SEVILLE
As a “Guire” (foreigner) in Andalusia, I first had to learn the right way to toast others in the bar. “Salud!” (to your health) is the same as in Mexico, except like Scandinavians saying “Skol!”, YOU MUST MAKE MEANINGFUL EYE CONTACT… or be cursed with 7 years of bad sex! At least that’s what the Andalusians promise…
Staying within the quiet part of Seville’s famous old quarter by the Guadaíra River, I had access to cafes, shops, museums, and flamenco dance and music. At the end of Easter week, many locals were attending the sold out flamenco performances or in the streets dressed up in capirote.
Seville offers free walking tours featuring Roman ruins, Moorish minarets, Baroque palaces, and Renaissance churches and the fantastic architecture of Jürgen Mayer-Hermann; the locals fondly call it the “Incarnatíon’s Mushrooms”, like sand castle drippings.
Flamenco is passionate, dramatic, and percussion driven, and Seville is at the vanguard of this vital and precious art; UNESCO listed Flamenco as Intangible Cultural Heritage in 2010. I had a chance to get in a sold-out popular Tablaos; slender sweeping arm movements, syncopated clapping, and rhythmic foot stomping gave me chills. Or was it the stoic expressions and emotions of the dancers, which change many times during a single performance? I wasn’t the only one moved as locals played and danced in the streets into the night.
MADRID
On a free walk tour in Madrid I lucked out and saw the King arriving at the Royal Palace (over 3000 rooms – the largest palace in Western Europe) with the Spanish Royal Guard marching and maneuvering on horseback to the Spanish National Anthem.
It was a remarkable if not exhausting experience to spend 4 hours in each of the world famous Museo del Prado and Museo National Centro de Arte Reina Sofía.
The elegant Prado is the most celebrated, and one of the largest museums in Spain featuring Spanish, Italian, and Flemish styles of art. Some of the famous masterpieces I enjoyed were Velazquez’s “Las Meninas,” Goya’s “The Third of May 1808,” Bosch’s “The Garden of Earthly Delights,” and Dürer’s “Self Portrait.”
At the Reina Sophia, besides Picasso’s “Guernica,” arguably Spain’s most famous artwork and the best anti-war art ever produced, is a premier collection of contemporary art. Here are a few artworks that perhaps you might recognize:
With businesses and museums closed for Siesta all afternoon, what is one to do but…nap, preparing for dinner and performances and lively streets, starting after 10 PM.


### REQUIRED WORK
Which lines below contain the word "avoid"? Copy each of them.

### INFORMATION SUPPLIED
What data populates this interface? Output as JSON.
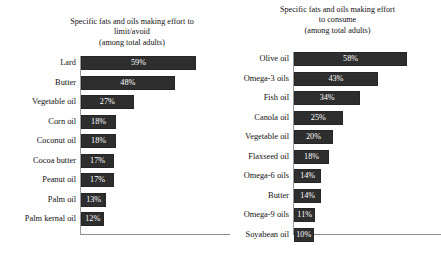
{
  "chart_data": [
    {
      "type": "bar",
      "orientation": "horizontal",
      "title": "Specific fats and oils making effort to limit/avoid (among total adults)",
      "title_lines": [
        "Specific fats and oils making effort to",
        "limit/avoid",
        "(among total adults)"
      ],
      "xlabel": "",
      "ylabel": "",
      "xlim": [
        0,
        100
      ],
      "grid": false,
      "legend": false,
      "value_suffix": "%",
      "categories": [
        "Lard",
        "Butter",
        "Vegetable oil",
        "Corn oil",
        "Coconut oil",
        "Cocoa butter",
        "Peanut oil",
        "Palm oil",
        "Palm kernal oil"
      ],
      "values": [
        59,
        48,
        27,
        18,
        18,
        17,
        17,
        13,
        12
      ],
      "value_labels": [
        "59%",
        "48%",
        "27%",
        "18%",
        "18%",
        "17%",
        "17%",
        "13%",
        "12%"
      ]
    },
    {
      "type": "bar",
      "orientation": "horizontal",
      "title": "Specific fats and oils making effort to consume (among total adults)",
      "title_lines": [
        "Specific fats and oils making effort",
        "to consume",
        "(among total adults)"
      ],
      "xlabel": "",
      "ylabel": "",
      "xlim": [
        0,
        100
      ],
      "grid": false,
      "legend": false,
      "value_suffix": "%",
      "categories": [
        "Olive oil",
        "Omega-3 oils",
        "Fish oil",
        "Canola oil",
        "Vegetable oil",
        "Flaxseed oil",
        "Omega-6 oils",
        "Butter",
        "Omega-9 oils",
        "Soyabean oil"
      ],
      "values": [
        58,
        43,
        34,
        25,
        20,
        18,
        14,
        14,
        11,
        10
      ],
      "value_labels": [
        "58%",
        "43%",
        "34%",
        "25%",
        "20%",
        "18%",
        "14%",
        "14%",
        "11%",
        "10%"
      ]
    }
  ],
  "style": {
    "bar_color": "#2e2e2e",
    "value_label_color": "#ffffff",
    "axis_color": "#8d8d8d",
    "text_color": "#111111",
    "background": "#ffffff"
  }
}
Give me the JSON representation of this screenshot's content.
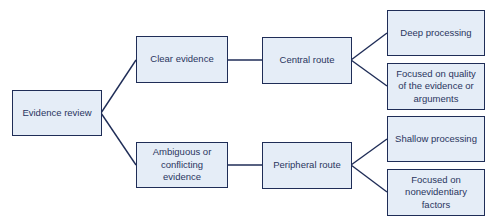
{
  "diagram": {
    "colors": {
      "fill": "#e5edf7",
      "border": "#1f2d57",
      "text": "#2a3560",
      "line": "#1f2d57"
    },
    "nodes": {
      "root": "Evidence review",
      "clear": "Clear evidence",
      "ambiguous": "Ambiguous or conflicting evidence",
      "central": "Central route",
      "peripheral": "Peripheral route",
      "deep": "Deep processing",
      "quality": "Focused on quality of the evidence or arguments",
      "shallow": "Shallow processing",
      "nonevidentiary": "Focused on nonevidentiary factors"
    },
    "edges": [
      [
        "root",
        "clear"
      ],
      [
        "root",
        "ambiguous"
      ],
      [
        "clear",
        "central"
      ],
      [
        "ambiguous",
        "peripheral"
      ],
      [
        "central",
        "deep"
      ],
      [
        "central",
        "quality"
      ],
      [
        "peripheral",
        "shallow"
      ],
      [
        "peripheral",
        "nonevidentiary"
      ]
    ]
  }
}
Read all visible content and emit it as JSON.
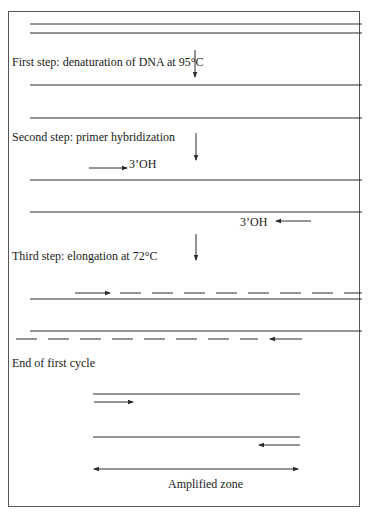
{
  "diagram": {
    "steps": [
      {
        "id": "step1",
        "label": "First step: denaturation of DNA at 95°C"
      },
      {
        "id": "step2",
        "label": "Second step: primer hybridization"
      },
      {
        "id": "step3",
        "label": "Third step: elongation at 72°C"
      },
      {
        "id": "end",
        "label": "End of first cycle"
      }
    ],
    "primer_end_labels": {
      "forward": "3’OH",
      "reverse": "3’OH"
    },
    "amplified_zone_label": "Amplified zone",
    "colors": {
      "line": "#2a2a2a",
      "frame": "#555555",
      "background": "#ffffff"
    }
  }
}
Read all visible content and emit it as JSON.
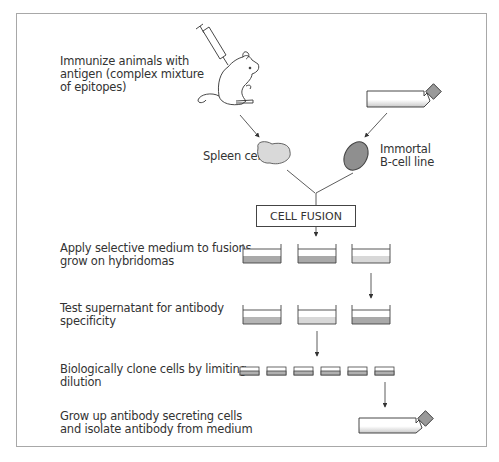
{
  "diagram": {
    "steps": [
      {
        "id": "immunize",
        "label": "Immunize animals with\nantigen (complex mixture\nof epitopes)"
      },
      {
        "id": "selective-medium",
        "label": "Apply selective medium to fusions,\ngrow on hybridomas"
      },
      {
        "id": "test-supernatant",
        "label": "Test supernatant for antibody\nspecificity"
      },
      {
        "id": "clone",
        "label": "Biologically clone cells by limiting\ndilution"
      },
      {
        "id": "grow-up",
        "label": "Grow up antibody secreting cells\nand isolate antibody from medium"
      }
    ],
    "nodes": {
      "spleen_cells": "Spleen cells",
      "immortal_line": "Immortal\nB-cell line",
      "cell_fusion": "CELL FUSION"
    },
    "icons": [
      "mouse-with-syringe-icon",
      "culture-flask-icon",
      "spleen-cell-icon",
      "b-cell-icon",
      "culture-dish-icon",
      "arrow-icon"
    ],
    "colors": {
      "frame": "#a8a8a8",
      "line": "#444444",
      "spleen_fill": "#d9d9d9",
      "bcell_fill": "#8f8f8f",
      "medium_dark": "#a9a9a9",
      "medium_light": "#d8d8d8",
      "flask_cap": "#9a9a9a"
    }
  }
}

### WRITTEN SOLUTION
      "title": "Specific fats and oils making effort to limit/avoid (among total adults)",
        "limit/avoid",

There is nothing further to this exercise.